Buckingham Palace has complained to Britain’s press watchdog after a tabloid newspaper published an article suggesting Queen Elizabeth II was in favor of the UK leaving the European Union in a forthcoming referendum.
A palace spokeswoman said that a complaint had been made with the Independent Press Standards Organization over Wednesday’s front-page article in The Sun headlined, “Queen backs Brexit.”
The complaint related to Clause 1 of the Editors’ Code of Practice, which applies to issues of accuracy, the spokeswoman said.
Earlier Wednesday, the palace issued a statement insisting that the Queen was neutral on whether the UK should vote to leave the EU — a development widely referred to in the press as a “Brexit,” or “British exit.”
The UK will have a national referendum on June 23 in which the public will vote on whether to leave or stay in the 28-member bloc.
Palace: Queen ‘remains politically neutral’
Citing an unnamed “senior political source,” The Sun said that at a lunch at Windsor Castle in 2011, the Queen told Britain’s then-Deputy Prime Minister Nick Clegg that the EU was heading in the wrong direction.
The newspaper quoted the source as saying that those present “were left in no doubt about her views on Europe.”
However, Buckingham Palace released a statement Wednesday insisting the Queen remained “politically neutral as she has for 63 years.”
The statement continued: “We will not comment on spurious, anonymously sourced claims. The referendum is a matter for the British people to decide.”
Clegg, the former deputy prime minister and current member of Parliament who was supposedly party to the conversation, denied that it took place.
“As I told the journalist this is nonsense,” he tweeted. “I’ve no recollection of this happening [and it’s] not the sort of thing I would forget.”
Britain is a constitutional monarchy in which the royal family is seen as above the political fray.
Last month, sections of the British media interpreted remarks made in a speech by the Queen’s grandson, Prince William, as suggesting Britain would be better off in Europe.
But a spokesman for the prince categorically denied the speech had anything to do with the European question.
Stay or go?
British Prime Minister David Cameron has been campaigning for the UK to remain in the European Union, arguing that a deal struck with European leaders to give Britain “special status” within the bloc meant it would have “the best of both worlds.”
He argues that the British economy — the second-largest in the bloc — will suffer if the country opts out, and that the country will be stronger and safer against global threats such as Islamic terrorism and Russian aggression if it remains part of the EU.
But high-ranking members of Cameron’s own Cabinet, and London’s charismatic mayor Boris Johnson — one of the UK’s most popular and influential politicians — have all come out in support of the “Leave” campaign.
They argue that membership in the EU is a costly burden that brings unnecessary regulations and excessive migration, and diminishes Britain’s sovereignty.
Britain in the EU
The European Union has its origins in a free-trade zone established in the 1950s.
European nations sought closer ties in the hope that economic integration, and the free movement of goods and people, would prevent a recurrence of the catastrophic war that ravaged the continent a decade earlier.
But Britain has always remained slightly aloof from the union, remaining outside the Schengen Agreement, which allows passport-free travel among most European countries, and opting to retain the pound rather than adopt the euro.
Among the concessions Cameron wrung from European leaders ahead of the Brexit referendum was a recognition that Britain would never commit to “ever closer union” — the central goal of the EU and its predecessor organizations for decades.
Opinion polls have shown the British public sharply divided on the Brexit issue. A recent poll on the referendum question, conducted earlier this month by YouGov, found 40% support for remaining in the EU and 37% support for leaving.
The remainder responded that they didn’t know or wouldn’t vote.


- **Task requirements**: Repeat the lines below exactly as written, please, from the line with "Identify the location of div: Online." to the line with "What are the", both lines included, and no others.
═════ Given data
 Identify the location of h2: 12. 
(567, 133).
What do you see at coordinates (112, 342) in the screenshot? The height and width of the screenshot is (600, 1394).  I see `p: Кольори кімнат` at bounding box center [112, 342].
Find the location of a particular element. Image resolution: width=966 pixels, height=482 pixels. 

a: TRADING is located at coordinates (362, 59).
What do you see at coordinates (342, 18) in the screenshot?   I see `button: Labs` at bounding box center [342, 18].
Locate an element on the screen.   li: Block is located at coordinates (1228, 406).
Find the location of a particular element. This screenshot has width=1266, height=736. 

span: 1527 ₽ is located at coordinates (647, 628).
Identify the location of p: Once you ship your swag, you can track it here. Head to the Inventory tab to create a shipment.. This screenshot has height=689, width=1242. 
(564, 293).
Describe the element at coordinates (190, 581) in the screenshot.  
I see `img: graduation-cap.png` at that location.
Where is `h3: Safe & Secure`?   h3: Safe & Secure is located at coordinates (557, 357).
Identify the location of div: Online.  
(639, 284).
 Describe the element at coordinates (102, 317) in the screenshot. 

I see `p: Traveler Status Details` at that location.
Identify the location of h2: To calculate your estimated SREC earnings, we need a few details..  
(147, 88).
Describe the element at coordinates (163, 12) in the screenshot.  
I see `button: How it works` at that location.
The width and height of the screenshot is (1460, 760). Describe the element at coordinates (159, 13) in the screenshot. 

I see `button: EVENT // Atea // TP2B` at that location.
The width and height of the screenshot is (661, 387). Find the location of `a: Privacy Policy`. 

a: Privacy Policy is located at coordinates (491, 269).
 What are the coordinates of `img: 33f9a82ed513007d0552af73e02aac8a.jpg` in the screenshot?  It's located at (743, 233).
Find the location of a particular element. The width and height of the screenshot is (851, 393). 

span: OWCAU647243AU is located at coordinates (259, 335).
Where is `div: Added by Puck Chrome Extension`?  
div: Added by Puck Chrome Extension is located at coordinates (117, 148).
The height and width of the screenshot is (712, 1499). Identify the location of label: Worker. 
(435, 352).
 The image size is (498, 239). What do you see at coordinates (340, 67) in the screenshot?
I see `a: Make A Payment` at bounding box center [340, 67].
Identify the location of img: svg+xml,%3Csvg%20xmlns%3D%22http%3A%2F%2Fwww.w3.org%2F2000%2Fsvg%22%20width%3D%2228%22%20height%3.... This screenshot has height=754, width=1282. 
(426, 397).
══════════
- **Result of the task**:
Identify the location of div: Online.  
(639, 284).
 Describe the element at coordinates (102, 317) in the screenshot. 

I see `p: Traveler Status Details` at that location.
Identify the location of h2: To calculate your estimated SREC earnings, we need a few details..  
(147, 88).
Describe the element at coordinates (163, 12) in the screenshot.  
I see `button: How it works` at that location.
The width and height of the screenshot is (1460, 760). Describe the element at coordinates (159, 13) in the screenshot. 

I see `button: EVENT // Atea // TP2B` at that location.
The width and height of the screenshot is (661, 387). Find the location of `a: Privacy Policy`. 

a: Privacy Policy is located at coordinates (491, 269).
 What are the coordinates of `img: 33f9a82ed513007d0552af73e02aac8a.jpg` in the screenshot?  It's located at (743, 233).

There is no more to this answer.